Why China Is the Perfect Place to Avoid a Traditional Christmas

Here in our modern hotel in the mountains of Moganshan, there were no traces of the area's infamous colonial past that would have had white people served their traditional Christmas fare regardless of practicality, throughout the early 20th Century.
Sarah O'Meara

As the waiter poured gravy over my turkey, while Spotify streamed cheesy Christmas tunes into our Chinese hotel room, I asked a stupid question.

So how many times have you done this today?

The young man with a wonderful amount of thick black hair whose name badge said his name was 'Tony', looked back at me blankly.

I tried again: "How many turkeys have you served today.
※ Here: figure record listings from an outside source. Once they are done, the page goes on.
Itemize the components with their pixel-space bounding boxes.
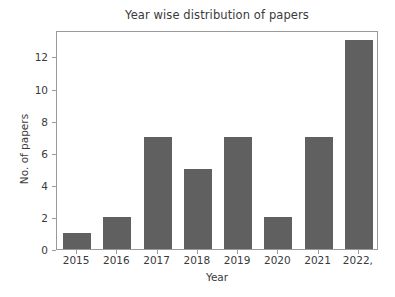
x-tick-mark bbox=[76, 250, 77, 254]
bar-2020 bbox=[264, 217, 292, 249]
bar-2015 bbox=[63, 233, 91, 249]
y-tick-mark bbox=[52, 250, 56, 251]
bar-2018 bbox=[184, 169, 212, 249]
bar-2019 bbox=[224, 137, 252, 249]
x-tick-mark bbox=[197, 250, 198, 254]
x-tick-label-2022: 2022, bbox=[328, 254, 388, 266]
x-tick-mark bbox=[157, 250, 158, 254]
chart-figure: Year wise distribution of papers No. of … bbox=[0, 0, 395, 297]
y-tick-label-0: 0 bbox=[24, 244, 48, 256]
x-tick-mark bbox=[358, 250, 359, 254]
bar-2021 bbox=[305, 137, 333, 249]
x-tick-mark bbox=[237, 250, 238, 254]
y-tick-label-4: 4 bbox=[24, 180, 48, 192]
x-axis-label: Year bbox=[56, 271, 378, 283]
chart-title: Year wise distribution of papers bbox=[56, 8, 378, 22]
y-tick-label-10: 10 bbox=[24, 84, 48, 96]
bar-2017 bbox=[144, 137, 172, 249]
bar-2022 bbox=[345, 40, 373, 249]
x-tick-mark bbox=[116, 250, 117, 254]
plot-area bbox=[56, 31, 378, 250]
x-tick-mark bbox=[277, 250, 278, 254]
y-tick-label-6: 6 bbox=[24, 148, 48, 160]
x-tick-mark bbox=[318, 250, 319, 254]
y-tick-label-12: 12 bbox=[24, 51, 48, 63]
bar-2016 bbox=[103, 217, 131, 249]
y-tick-label-8: 8 bbox=[24, 116, 48, 128]
y-tick-label-2: 2 bbox=[24, 212, 48, 224]
bars-layer bbox=[57, 32, 377, 249]
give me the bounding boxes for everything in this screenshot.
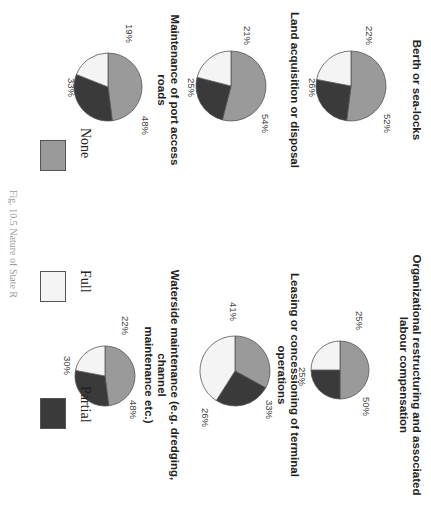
- pct-none: 48%: [128, 400, 139, 419]
- pie-panel-roads: Maintenance of port access roads 48% 19%…: [51, 6, 181, 174]
- pct-partial: 25%: [186, 78, 197, 97]
- legend-swatch-none: [40, 140, 66, 171]
- pct-full: 22%: [364, 26, 375, 45]
- pct-partial: 33%: [66, 78, 77, 97]
- pie-chart: [310, 340, 370, 400]
- panel-title: Leasing or concessioning of terminal ope…: [275, 250, 301, 500]
- pct-none: 50%: [361, 397, 372, 416]
- pie-chart: [195, 50, 267, 122]
- pct-partial: 26%: [307, 78, 318, 97]
- chart-canvas: Berth or sea-locks 52% 22% 26% Organizat…: [0, 0, 431, 506]
- legend-label-partial: Partial: [77, 386, 93, 423]
- pie-slice-none: [105, 346, 135, 406]
- figure-caption: Fig. 10.5 Nature of State R: [8, 190, 19, 298]
- pie-slice-partial: [311, 370, 340, 399]
- pct-full: 22%: [120, 316, 131, 335]
- pct-partial: 26%: [200, 408, 211, 427]
- pie-panel-leasing: Leasing or concessioning of terminal ope…: [171, 250, 301, 500]
- pie-slice-partial: [316, 79, 351, 120]
- legend-label-none: None: [77, 128, 93, 158]
- legend-label-full: Full: [77, 270, 93, 293]
- pct-full: 25%: [354, 311, 365, 330]
- pie-slice-none: [108, 53, 142, 121]
- pie-chart: [315, 50, 387, 122]
- pie-chart: [199, 335, 271, 407]
- panel-title: Maintenance of port access roads: [155, 6, 181, 174]
- panel-title: Land acquisition or disposal: [288, 6, 301, 174]
- panel-title: Berth or sea-locks: [410, 6, 423, 174]
- pct-full: 41%: [228, 302, 239, 321]
- pie-slice-full: [317, 51, 351, 86]
- pie-slice-full: [311, 341, 340, 370]
- pie-panel-waterside: Waterside maintenance (e.g. dredging, ch…: [51, 250, 181, 500]
- pct-full: 21%: [242, 26, 253, 45]
- pie-chart: [73, 52, 143, 122]
- legend-swatch-full: [40, 271, 66, 302]
- panel-title: Organizational restructuring and associa…: [397, 250, 423, 500]
- pie-panel-berth: Berth or sea-locks 52% 22% 26%: [293, 6, 423, 174]
- pie-slice-full: [76, 346, 105, 376]
- panel-title: Waterside maintenance (e.g. dredging, ch…: [142, 250, 181, 500]
- pie-panel-organizational: Organizational restructuring and associa…: [293, 250, 423, 500]
- legend-swatch-partial: [40, 398, 66, 429]
- pct-partial: 30%: [62, 356, 73, 375]
- pct-none: 33%: [264, 400, 275, 419]
- pie-slice-none: [340, 341, 369, 399]
- pct-none: 52%: [382, 114, 393, 133]
- pct-full: 19%: [124, 24, 135, 43]
- pie-slice-none: [347, 51, 386, 121]
- pie-panel-land: Land acquisition or disposal 54% 21% 25%: [171, 6, 301, 174]
- pct-none: 48%: [140, 116, 151, 135]
- pct-none: 54%: [260, 114, 271, 133]
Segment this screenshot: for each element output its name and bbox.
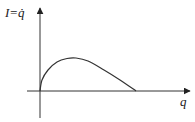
y-axis-label: I=q̇ [4, 5, 25, 20]
curve-i-vs-q [40, 58, 136, 91]
phase-diagram: I=q̇ q [0, 0, 195, 122]
x-axis-label: q [180, 94, 187, 109]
Christmas Day?"

"I have never done this before," he replied in precise English, before placing the oh-so-modern test tube of gravy down artfully next to my plate and vanishing into the background.

Table being laid for Christmas dinner

The date said December 25. But it wasn't really Christmas.

Yes, tiny stockings filled with sweets had been delivered by hotel staff sporting reindeer head bands the night before. But Tony's answer underlined the point. These festive trimmings were just an illusion.

And it was a huge relief.

Here in our modern hotel in the mountains of Moganshan, there were no traces of the area's infamous colonial past that would have had white people served their traditional Christmas fare regardless of practicality, throughout the early 20th Century.

The wealthy expatriate families who used Moganshan as an escape from Shanghai until Chairman Mao turfed them out, and would have recreated the wilds of Sussex among the bamboo forests every winter, are nowhere to be seen.

Instead, my husband and I have the privilege of being the first guests at naked Stables to request a turkey on Christmas Day.

To be honest, I was glad the spell has finally been broken. That this was not some kind of wormhole to a white supremacist expat kingdom.

No Shanghai expat worth their salt is ignorant of Moganshan, the rural playground of the first European families to live in China after the Opium Wars. But once you learn of its existence, you almost wish you never knew.

The idea casts a strange spell over you.

In your daydreams you imagine beautiful stone villas, tennis courts and swimming pools lying in varying states of repair and disrepair up in the hills, waiting for a modern Gatsby (i.e. you) to come and save them.

View from the balcony of our treetop villa

Like Gatsby, you're driven a little mad by dreams of fire-lit evenings, cocktails and servants.

As a result, when we finally decided to visit Moganshan for Christmas, I half expected to see Grace Kelly waving her racquet asking for a lift, as we ascended the hills in our people carrier.

Yet in our eco-resort, three hours drive from our home in Shanghai, such retro nonsense has been firmly swept away.

We arrived to find the place humming with Chinese families eager to participate in outdoor life. And we were the only foreign couple in the dining room.

Guests take a canter around the paddock after breakfast

Naked Stables opened in 2010 to serve as a direct contrast to all that had gone before on the mountain.

The team behind the naked Retreats brand have created a resort that blows away the cobwebs.

Gone are resource-intensive catering arrangements to keep visitors happy. Instead, the site operates on renewable power, uses sustainable building materials and grows its own food.

Guests participate in their environment, rather than merely see it as a backdrop for fun and frolics.

So in our sustainably built eco-villa, we toasted Christmas, with a happy sense that Moganshan's link with the past was being broken. And it was a good thing.